He criticizes Mearsheimer’s
reasoning according to which the "stopping power of water" prevents a
great power from achieving global hegemony as this constraint doesn’t seem to
apply to the case of an emerging rival’s capacity to exercise influence beyond
its own neighbourhood.
A second group of criticism
addresses the issue of offensive realism’s restrictive focuses. Scholars have
criticized Mearsheimer’s theory for failing to take into account domestic
politics. No attention is paid to a rising power’s internal political
functioning, its economy or society, which play a role in a state’s
decision-making process, in turn influencing its behaviour in international
politics.
Most importantly, scholars have
questioned the theory’s empirical validity and prediction ability, which in
turn can negatively affect the validity of offensive realism’s prescriptions
for state behaviour in international politics. In addition to mentioning the
theory’s failure to account for Japan’s 20th century territorial acquisitions,
NATO’s continuation or Germany’s non-achievement of regional hegemony in the
post-Cold war era, they have also expressed serious doubts regarding
offensive realism views on China’s rising power and U.S. regional hegemony.
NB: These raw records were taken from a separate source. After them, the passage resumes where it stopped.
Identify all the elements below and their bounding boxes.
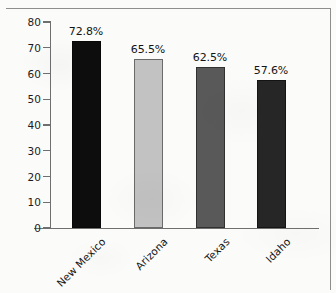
y-axis-tick-label: 60: [5, 69, 41, 80]
bar-value-label: 72.8%: [56, 26, 116, 37]
x-axis-category-label: New Mexico: [15, 236, 107, 293]
y-axis-tick-mark: [43, 227, 50, 228]
bar-new-mexico: [72, 41, 101, 228]
y-axis-tick-label: 70: [5, 43, 41, 54]
plot-area: 01020304050607080 72.8%65.5%62.5%57.6% N…: [0, 0, 336, 293]
y-axis-tick-mark: [43, 21, 50, 22]
bar-value-label: 57.6%: [241, 65, 301, 76]
y-axis-tick-mark: [43, 176, 50, 177]
y-axis-tick-mark: [43, 99, 50, 100]
y-axis-tick-mark: [43, 73, 50, 74]
y-axis-tick-label: 30: [5, 146, 41, 157]
y-axis-tick-mark: [43, 202, 50, 203]
y-axis-tick-mark: [43, 47, 50, 48]
y-axis-tick-label: 50: [5, 94, 41, 105]
bar-texas: [196, 67, 225, 228]
bar-arizona: [134, 59, 163, 228]
x-axis-line: [34, 228, 319, 229]
y-axis-tick-label: 10: [5, 197, 41, 208]
bar-value-label: 65.5%: [118, 44, 178, 55]
y-axis-tick-label: 0: [5, 223, 41, 234]
y-axis-tick-label: 80: [5, 17, 41, 28]
y-axis-tick-mark: [43, 150, 50, 151]
y-axis-tick-mark: [43, 124, 50, 125]
y-axis-tick-label: 20: [5, 172, 41, 183]
bar-idaho: [257, 80, 286, 228]
bar-chart-figure: 01020304050607080 72.8%65.5%62.5%57.6% N…: [0, 0, 336, 293]
y-axis-line: [50, 21, 51, 229]
y-axis-tick-label: 40: [5, 120, 41, 131]
bar-value-label: 62.5%: [180, 52, 240, 63]
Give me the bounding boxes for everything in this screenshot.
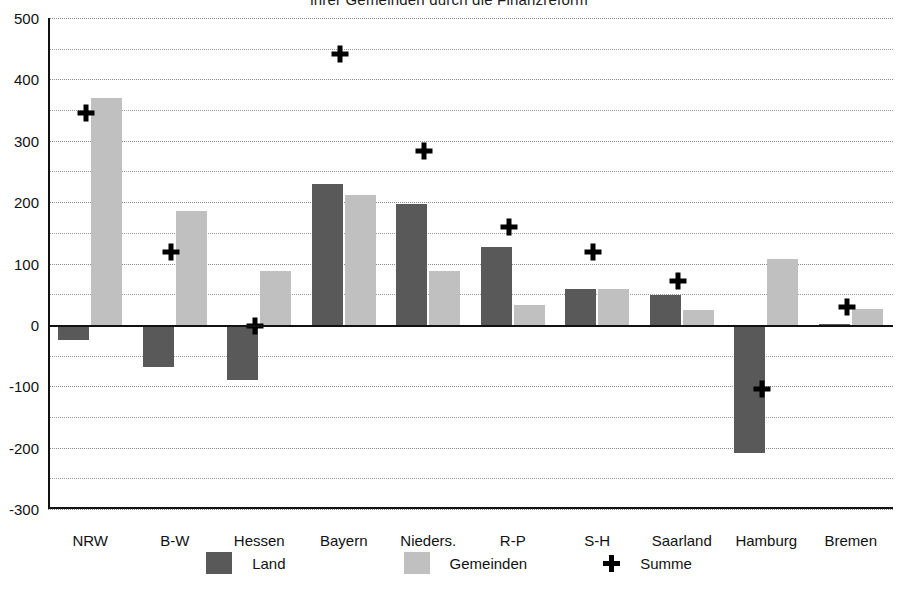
- bar-gemeinden-hamburg: [767, 259, 798, 325]
- bar-gemeinden-hessen: [260, 271, 291, 325]
- summe-marker-hamburg: [754, 380, 771, 397]
- y-tick-label: -100: [0, 378, 39, 395]
- summe-marker-s-h: [585, 244, 602, 261]
- x-axis-line: [48, 507, 893, 509]
- summe-marker-bayern: [331, 46, 348, 63]
- bar-gemeinden-saarland: [683, 310, 714, 325]
- bar-gemeinden-s-h: [598, 289, 629, 325]
- bar-gemeinden-bremen: [852, 309, 883, 325]
- bar-land-nieders-: [396, 204, 427, 325]
- y-tick-label: 200: [0, 194, 39, 211]
- summe-marker-b-w: [162, 244, 179, 261]
- x-tick-label-bremen: Bremen: [824, 532, 877, 549]
- y-axis-line: [48, 18, 50, 509]
- summe-marker-nieders-: [416, 143, 433, 160]
- x-tick-label-hessen: Hessen: [234, 532, 285, 549]
- y-tick-label: 100: [0, 255, 39, 272]
- bar-land-saarland: [650, 295, 681, 325]
- gridline: [48, 171, 893, 172]
- legend-label-land: Land: [252, 555, 285, 572]
- summe-marker-bremen: [838, 299, 855, 316]
- zero-axis-line: [48, 325, 893, 327]
- gridline: [48, 478, 893, 479]
- x-tick-label-nieders-: Nieders.: [400, 532, 456, 549]
- gridline: [48, 509, 893, 510]
- bar-land-s-h: [565, 289, 596, 325]
- y-tick-label: -300: [0, 501, 39, 518]
- x-tick-label-s-h: S-H: [584, 532, 610, 549]
- x-tick-label-nrw: NRW: [72, 532, 108, 549]
- y-tick-label: 400: [0, 71, 39, 88]
- summe-marker-r-p: [500, 219, 517, 236]
- bar-gemeinden-b-w: [176, 211, 207, 325]
- gridline: [48, 417, 893, 418]
- bar-gemeinden-nrw: [91, 98, 122, 325]
- y-tick-label: -200: [0, 439, 39, 456]
- bar-land-bayern: [312, 184, 343, 325]
- legend-entry-summe: Summe: [603, 555, 692, 572]
- x-tick-label-b-w: B-W: [160, 532, 189, 549]
- x-tick-label-saarland: Saarland: [652, 532, 712, 549]
- y-tick-label: 300: [0, 132, 39, 149]
- x-tick-label-r-p: R-P: [500, 532, 526, 549]
- x-tick-label-bayern: Bayern: [320, 532, 368, 549]
- legend-entry-gemeinden: Gemeinden: [404, 552, 528, 574]
- legend-label-summe: Summe: [640, 555, 692, 572]
- land-swatch-icon: [206, 552, 232, 574]
- gridline: [48, 264, 893, 265]
- plus-marker-icon: [603, 555, 620, 572]
- summe-marker-saarland: [669, 273, 686, 290]
- legend-label-gemeinden: Gemeinden: [450, 555, 528, 572]
- bar-gemeinden-bayern: [345, 195, 376, 325]
- plot-area: 5004003002001000-100-200-300 NRWB-WHesse…: [48, 18, 893, 509]
- gridline: [48, 18, 893, 19]
- gridline: [48, 448, 893, 449]
- bar-gemeinden-r-p: [514, 305, 545, 325]
- gridline: [48, 202, 893, 203]
- gridline: [48, 294, 893, 295]
- legend-entry-land: Land: [206, 552, 285, 574]
- bar-land-r-p: [481, 247, 512, 325]
- gemeinden-swatch-icon: [404, 552, 430, 574]
- y-tick-label: 0: [0, 316, 39, 333]
- bar-chart: ihrer Gemeinden durch die Finanzreform 5…: [0, 0, 898, 596]
- gridline: [48, 49, 893, 50]
- summe-marker-nrw: [78, 105, 95, 122]
- bar-gemeinden-nieders-: [429, 271, 460, 324]
- x-tick-label-hamburg: Hamburg: [735, 532, 797, 549]
- bar-land-b-w: [143, 325, 174, 367]
- y-tick-label: 500: [0, 10, 39, 27]
- bar-land-nrw: [58, 325, 89, 340]
- gridline: [48, 110, 893, 111]
- chart-title: ihrer Gemeinden durch die Finanzreform: [0, 0, 898, 8]
- chart-legend: Land Gemeinden Summe: [0, 552, 898, 574]
- gridline: [48, 356, 893, 357]
- gridline: [48, 233, 893, 234]
- gridline: [48, 79, 893, 80]
- gridline: [48, 141, 893, 142]
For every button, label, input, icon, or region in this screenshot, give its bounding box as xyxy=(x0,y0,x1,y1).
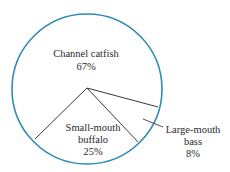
label-large-mouth-bass-line1: Large-mouth xyxy=(166,124,221,135)
label-channel-catfish: Channel catfish xyxy=(53,48,119,59)
value-large-mouth-bass: 8% xyxy=(186,148,200,159)
label-small-mouth-buffalo-line1: Small-mouth xyxy=(66,122,122,133)
label-large-mouth-bass-line2: bass xyxy=(184,136,202,147)
value-small-mouth-buffalo: 25% xyxy=(83,146,103,157)
value-channel-catfish: 67% xyxy=(76,61,96,72)
label-small-mouth-buffalo-line2: buffalo xyxy=(78,134,108,145)
pie-chart: Channel catfish 67% Small-mouth buffalo … xyxy=(0,0,230,172)
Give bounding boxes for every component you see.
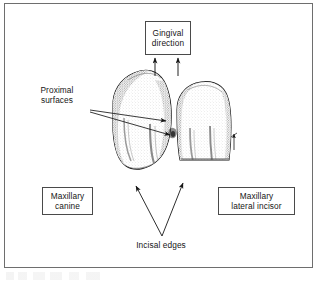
label-proximal-line2: surfaces <box>27 95 87 105</box>
scan-artifact <box>6 272 100 280</box>
label-incisal-line1: Incisal edges <box>110 240 212 250</box>
gingival-direction-arrows <box>155 58 178 76</box>
callout-gingival-line1: Gingival <box>153 28 184 38</box>
label-proximal-surfaces: Proximal surfaces <box>27 85 87 106</box>
proximal-contact-point <box>168 128 176 138</box>
maxillary-canine-drawing <box>113 70 171 169</box>
label-incisal-edges: Incisal edges <box>110 240 212 250</box>
callout-incisor-line1: Maxillary <box>240 191 274 201</box>
callout-gingival-line2: direction <box>152 38 184 48</box>
callout-gingival-direction: Gingival direction <box>145 21 191 55</box>
canine-shading <box>113 70 171 169</box>
contact-marker-arrow <box>231 133 237 150</box>
incisal-edge-leaders <box>136 183 183 236</box>
callout-maxillary-canine: Maxillary canine <box>42 187 93 215</box>
incisor-shading <box>177 81 231 161</box>
callout-canine-line1: Maxillary <box>51 191 85 201</box>
label-proximal-line1: Proximal <box>27 85 87 95</box>
callout-incisor-line2: lateral incisor <box>231 201 281 211</box>
maxillary-lateral-incisor-drawing <box>177 81 231 161</box>
figure-root: Gingival direction Maxillary canine Maxi… <box>0 0 321 286</box>
callout-maxillary-lateral-incisor: Maxillary lateral incisor <box>218 187 295 215</box>
callout-canine-line2: canine <box>55 201 80 211</box>
incisal-arrow-right <box>162 183 183 236</box>
incisal-arrow-left <box>136 186 162 236</box>
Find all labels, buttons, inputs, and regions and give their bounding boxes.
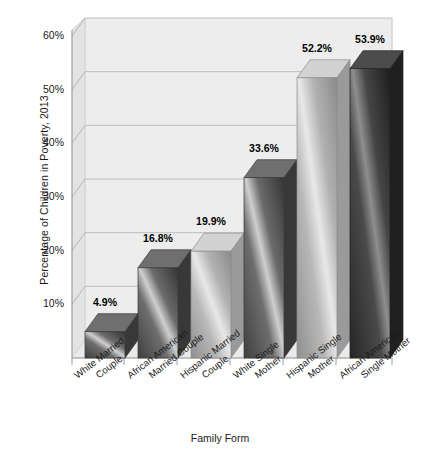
data-label: 19.9%: [180, 215, 242, 227]
data-label: 16.8%: [127, 232, 189, 244]
bar-hispanic-single-mother: [297, 60, 350, 358]
bar-white-single-mother: [244, 160, 297, 358]
data-label: 4.9%: [78, 296, 132, 308]
y-tick-label: 30%: [24, 190, 64, 202]
data-label: 33.6%: [233, 142, 295, 154]
chart-figure: Percentage of Children in Poverty, 2013: [0, 0, 440, 459]
y-tick-label: 60%: [24, 29, 64, 41]
chart-3d-walls: [0, 0, 440, 459]
y-tick-label: 40%: [24, 136, 64, 148]
y-tick-label: 50%: [24, 83, 64, 95]
bar-african-american-single-mother: [350, 51, 403, 358]
y-tick-label: 10%: [24, 297, 64, 309]
x-axis-title: Family Form: [0, 432, 440, 444]
data-label: 53.9%: [339, 33, 401, 45]
plot-area: 60% 50% 40% 30% 20% 10% 4.9% 16.8% 19.9%…: [0, 0, 440, 459]
y-tick-label: 20%: [24, 244, 64, 256]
According to them, there is no
reason to believe that China as a rational power wanting to ensure its survival
will seek hegemony rather than rely on cooperative mechanisms. They
similarly contradict Mearsheimer’s arguments regarding the United States.
Firstly, weak opposition or balancing inefficiencies rather than geographical
constraints are taken as explanations for the uniqueness of the United States’
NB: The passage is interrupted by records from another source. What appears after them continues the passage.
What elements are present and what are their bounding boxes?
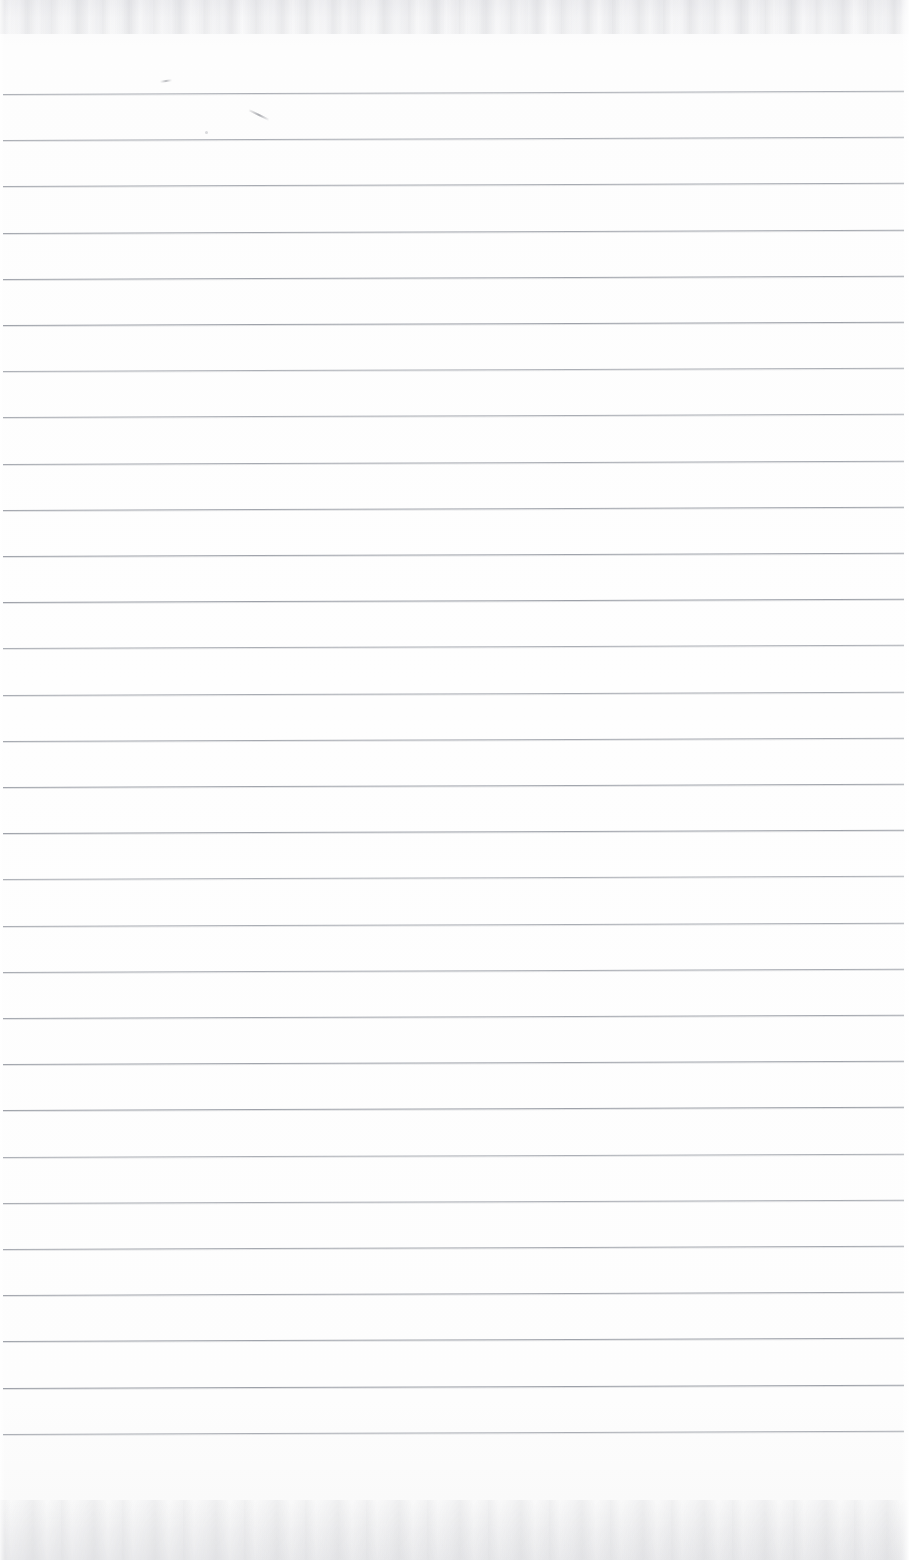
rule-line — [3, 1107, 904, 1111]
rule-line — [3, 553, 904, 557]
rule-line — [3, 738, 904, 742]
rule-line — [3, 414, 904, 418]
rule-line — [3, 1153, 904, 1157]
rule-line — [3, 1338, 904, 1342]
rule-line — [3, 1246, 904, 1250]
rule-line — [3, 922, 904, 926]
scanned-page — [0, 0, 909, 1560]
rule-line — [3, 599, 904, 603]
rule-line — [3, 830, 904, 834]
rule-line — [3, 1200, 904, 1204]
rule-line — [3, 507, 904, 511]
rule-line — [3, 276, 904, 280]
rule-line — [3, 322, 904, 326]
rule-line — [3, 183, 904, 187]
rule-line — [3, 229, 904, 233]
rule-line — [3, 969, 904, 973]
rule-line — [3, 784, 904, 788]
pencil-speck — [205, 131, 208, 134]
rule-line — [3, 645, 904, 649]
ruled-lines-group — [0, 0, 909, 1560]
rule-line — [3, 1292, 904, 1296]
rule-line — [3, 876, 904, 880]
rule-line — [3, 691, 904, 695]
rule-line — [3, 137, 904, 141]
rule-line — [3, 368, 904, 372]
rule-line — [3, 460, 904, 464]
rule-line — [3, 1015, 904, 1019]
rule-line — [3, 1384, 904, 1388]
rule-line — [3, 1431, 904, 1435]
rule-line — [3, 91, 904, 95]
rule-line — [3, 1061, 904, 1065]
regional hegemonic position. Toft and Layne go a step further by asserting that
Mearsheimer misjudges the U.S. as a regional hegemon engaged in offshore
balancing.
Defensive Realism
In IR, defensive
realism is a variant of political. Defensive realism looks at
states as socialized players who are the primary actors in world affairs.
Defensive realism predicts that anarchy on the world stage causes states to
become obsessed with security. This results in Security
Dilemma wherein one state's drive to increase its security can, because
security is Zero Sum, result in greater instability as that state's opponent(s)
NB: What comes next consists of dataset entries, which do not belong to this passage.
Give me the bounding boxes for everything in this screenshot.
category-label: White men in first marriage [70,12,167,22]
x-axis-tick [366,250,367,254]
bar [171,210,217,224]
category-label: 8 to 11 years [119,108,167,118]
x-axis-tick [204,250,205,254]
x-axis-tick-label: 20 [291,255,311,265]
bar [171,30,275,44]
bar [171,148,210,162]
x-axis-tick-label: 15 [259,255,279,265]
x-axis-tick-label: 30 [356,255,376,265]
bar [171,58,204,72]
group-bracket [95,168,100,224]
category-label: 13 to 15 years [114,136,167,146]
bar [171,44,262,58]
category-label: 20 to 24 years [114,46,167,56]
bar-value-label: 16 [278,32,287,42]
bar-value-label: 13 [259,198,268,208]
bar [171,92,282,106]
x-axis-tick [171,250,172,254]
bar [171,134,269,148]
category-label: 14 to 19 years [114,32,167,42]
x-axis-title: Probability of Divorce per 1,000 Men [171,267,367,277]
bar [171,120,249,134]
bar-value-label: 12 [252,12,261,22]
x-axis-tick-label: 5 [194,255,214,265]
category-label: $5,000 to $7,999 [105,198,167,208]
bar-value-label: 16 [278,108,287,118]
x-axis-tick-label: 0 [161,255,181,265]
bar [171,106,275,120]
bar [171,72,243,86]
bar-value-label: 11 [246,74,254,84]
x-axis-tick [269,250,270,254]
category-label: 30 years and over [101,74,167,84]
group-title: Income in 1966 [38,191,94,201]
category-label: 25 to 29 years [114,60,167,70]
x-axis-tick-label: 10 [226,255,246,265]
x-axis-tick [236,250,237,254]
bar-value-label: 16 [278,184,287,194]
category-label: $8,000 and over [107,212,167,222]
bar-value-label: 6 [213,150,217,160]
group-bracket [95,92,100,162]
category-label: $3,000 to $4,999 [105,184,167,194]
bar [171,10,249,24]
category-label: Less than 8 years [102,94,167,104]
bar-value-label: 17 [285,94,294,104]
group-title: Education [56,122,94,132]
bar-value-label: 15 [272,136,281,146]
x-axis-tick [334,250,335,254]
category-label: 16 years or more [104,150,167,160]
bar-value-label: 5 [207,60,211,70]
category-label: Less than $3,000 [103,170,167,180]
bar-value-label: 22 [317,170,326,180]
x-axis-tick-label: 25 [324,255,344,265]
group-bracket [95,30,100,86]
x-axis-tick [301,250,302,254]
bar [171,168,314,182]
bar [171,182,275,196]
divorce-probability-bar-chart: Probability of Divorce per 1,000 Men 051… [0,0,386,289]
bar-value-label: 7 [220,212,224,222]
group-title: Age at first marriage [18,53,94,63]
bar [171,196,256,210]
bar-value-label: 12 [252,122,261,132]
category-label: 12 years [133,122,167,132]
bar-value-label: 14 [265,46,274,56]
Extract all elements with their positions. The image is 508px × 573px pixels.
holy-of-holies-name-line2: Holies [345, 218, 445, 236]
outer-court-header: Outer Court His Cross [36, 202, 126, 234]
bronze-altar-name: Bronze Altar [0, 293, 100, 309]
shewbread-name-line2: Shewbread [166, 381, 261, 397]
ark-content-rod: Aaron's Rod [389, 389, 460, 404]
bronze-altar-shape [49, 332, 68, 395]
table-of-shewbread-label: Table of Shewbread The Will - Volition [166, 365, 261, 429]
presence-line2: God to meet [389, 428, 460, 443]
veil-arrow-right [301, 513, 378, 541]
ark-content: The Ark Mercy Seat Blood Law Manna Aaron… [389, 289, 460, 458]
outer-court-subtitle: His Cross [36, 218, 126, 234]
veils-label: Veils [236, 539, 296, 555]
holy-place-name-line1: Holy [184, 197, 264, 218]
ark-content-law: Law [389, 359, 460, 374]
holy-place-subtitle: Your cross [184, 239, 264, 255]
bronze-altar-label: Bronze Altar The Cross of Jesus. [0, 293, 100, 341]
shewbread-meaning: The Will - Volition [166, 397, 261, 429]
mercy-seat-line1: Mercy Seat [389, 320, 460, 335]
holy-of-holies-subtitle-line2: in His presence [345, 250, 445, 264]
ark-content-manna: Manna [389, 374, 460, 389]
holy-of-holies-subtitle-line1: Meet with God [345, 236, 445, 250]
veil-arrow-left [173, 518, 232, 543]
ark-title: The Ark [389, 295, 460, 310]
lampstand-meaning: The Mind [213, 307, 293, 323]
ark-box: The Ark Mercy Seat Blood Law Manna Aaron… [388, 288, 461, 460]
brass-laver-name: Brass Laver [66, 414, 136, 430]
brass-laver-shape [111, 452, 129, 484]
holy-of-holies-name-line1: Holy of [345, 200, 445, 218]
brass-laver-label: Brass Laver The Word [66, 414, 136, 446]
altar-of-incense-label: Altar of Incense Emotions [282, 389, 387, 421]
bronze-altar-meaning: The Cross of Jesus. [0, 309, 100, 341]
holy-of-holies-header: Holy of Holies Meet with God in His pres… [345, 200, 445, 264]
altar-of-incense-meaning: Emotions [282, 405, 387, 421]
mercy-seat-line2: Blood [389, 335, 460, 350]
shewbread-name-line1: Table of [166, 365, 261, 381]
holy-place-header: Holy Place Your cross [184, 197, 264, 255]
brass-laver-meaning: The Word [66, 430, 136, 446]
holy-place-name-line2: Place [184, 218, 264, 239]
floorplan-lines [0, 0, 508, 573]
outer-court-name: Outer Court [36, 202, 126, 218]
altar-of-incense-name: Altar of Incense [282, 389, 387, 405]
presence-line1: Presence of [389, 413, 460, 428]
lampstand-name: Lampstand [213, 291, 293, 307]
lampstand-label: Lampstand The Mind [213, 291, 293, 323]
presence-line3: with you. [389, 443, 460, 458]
respond to their resulting reductions in security.
Among defensive realism's most
prominent theories is that of offense-defensive theory which states that there
is an inherent balance in technology, geography, and doctrine that favors
either the attacker or defender in battle. Offense-Defense theory tries to
explain the First World War as a situation in which all sides believed the
balance favored the offense but were mistaken.
Defensive structural realists break
with the other main branch of structural realism, offensive realism, over
whether or not states must always be maximizing relative power ahead of all
other objectives. While the offensive realist believes this to be the case,
some defensive realists believe that the offense-defense balance can favor the
defender, creating the possibility that a state may achieve security.
In modern times, several economic
and political groups are known to benefit from the effects Defensive
Realism, in terms of both the economic activity generated in delivering the
resources or technology needed to increase a particular state's own security,
as well as the positive feedback effect caused by the perceived
destabilization to an opponent’s own security by comparative observation.
I.3 Maximist
This theory
was first developed by Karl Marx, a German philosopher (19th
century) who observed the existence of inequity between the rich and poor in
society and the tendency for the wealthy, more powerful classes to exploit the
poorer, weaker ones. Marxists consider the international relations as an
extension of the struggle between the classes, with wealthy countries
exploiting poor countries. Marxists mainly study the imperialism; a practice of
powerful nations to control and influence weak nations. The theory of imperialism
was developed by Vladmir Lenin before the 1917 Communist Revolution in Russia
and sees the economic relationships as both the cause of and potential solution
to the problem of war.
I.3.1 Marxist
and Neo-Marxist international relations theories
Are paradigms which reject the
realist/liberal view of state conflict or cooperation, instead focusing on
the economic and material aspects. It purports to reveal how the economic
trumps other concerns, which allows for the elevation of class as
the focus of the study. Marxists view the international system as an
integrated capitalist system in pursuit of capital accumulation.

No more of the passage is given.